TRAVERSE CITY, Mich. (AP) — Jess Piskor co-owns and manages Bare Knuckle Farm in Northport and admits he and business partner Abra Berens are lucky: They were able to start their first farm on some of Piskor’s family land.

“Being able to jump in and try it for a year pretty risk-free was incredible and such a gift,” Piskor told the Traverse City Record-Eagle.

Two local nonprofits are hoping to give aspiring, first-generation farmers the same opportunity with a farmer residency program.

Like a doctor residency, the program would take people completing farmer internships or apprenticeships and offer them land owned by the Grand Traverse Regional Land Conservancy to farm themselves.

“It’s meant to be not an educational program, but a program that provides rational support to get that farm business off the ground,” said Amanda Kik, co-director of Institute for Sustainable Living, Art & Natural Design, or ISLAND, one of the nonprofits starting the program.

The program aims to address a nationwide problem: farmers’ children are increasingly less interested in farming, leaving the land without a farmer; a recent Michigan State University study found that only 38 percent of Michigan farmers planning to retire in 10 years would be passing their farms on to a single heir.

Some young people are in the opposite situation: They want to become farmers but don’t have family land or a farming background.

The residency program is designed to help small farmer hopefuls learn how to make decisions and manage a farm before they sink their own money into land.

Residents may become eligible for a low-interest federal loan from the U.S. Department of Agriculture to help them buy land, though that requires at least three years of land management.

“I think that the number one challenge facing incoming farmers is access to land,” said Michelle Ferrarese, Piskor’s wife who both heads the ISLAND board of directors and runs Birch Point Farm, an organic farm, on land she rents.

Purchasing land can be prohibitive for people looking to farm, especially when land is priced based on its developmental value, not its agricultural value.

The result is that new farmers like Ferrase end up renting land instead of purchasing it.

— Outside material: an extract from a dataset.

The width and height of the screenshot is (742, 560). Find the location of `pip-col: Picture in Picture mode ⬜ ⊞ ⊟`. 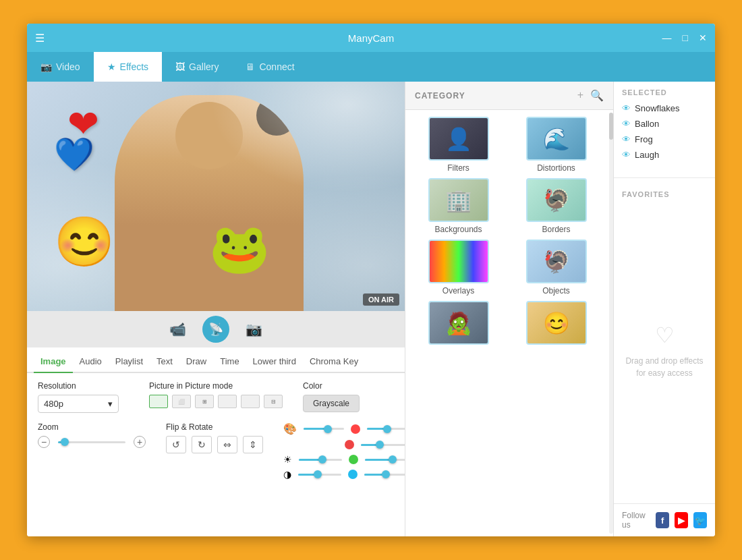

pip-col: Picture in Picture mode ⬜ ⊞ ⊟ is located at coordinates (216, 397).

The result is that she’s unable to make certain upgrades to the land because it doesn’t make sense to make long-term investments on property she might not own one day.

Land values affect not only new small farmers, but established family farmers, as well.

“It’s a lot different than what I grew up with, because right now we’re farming 15 farms. We rent from people who are retired or died,” said Brent Wagner of Wagner Farms in Grawn.

The family owned farm has grown crops like corn and soybeans since 1903. Wagner still isn’t sure how long he can continue to rent and own large tracts of land.

In addition to temporarily relieving new farmers of land costs, ISLAND plans to give them other opportunities to learn.

The groups hope to work with Michigan State University and farmers to teach the residents how to write a business plan, perform cash flow analysis, as well as other farmers to offer technical support.

ISLAND is accepting applications for one residency spot for the 2014 growing season. The group hopes to be able to offer a total of three residencies over as many years.

Participants will be working a small plot on 11 acres of Maple Bay Farm in Williamsburg.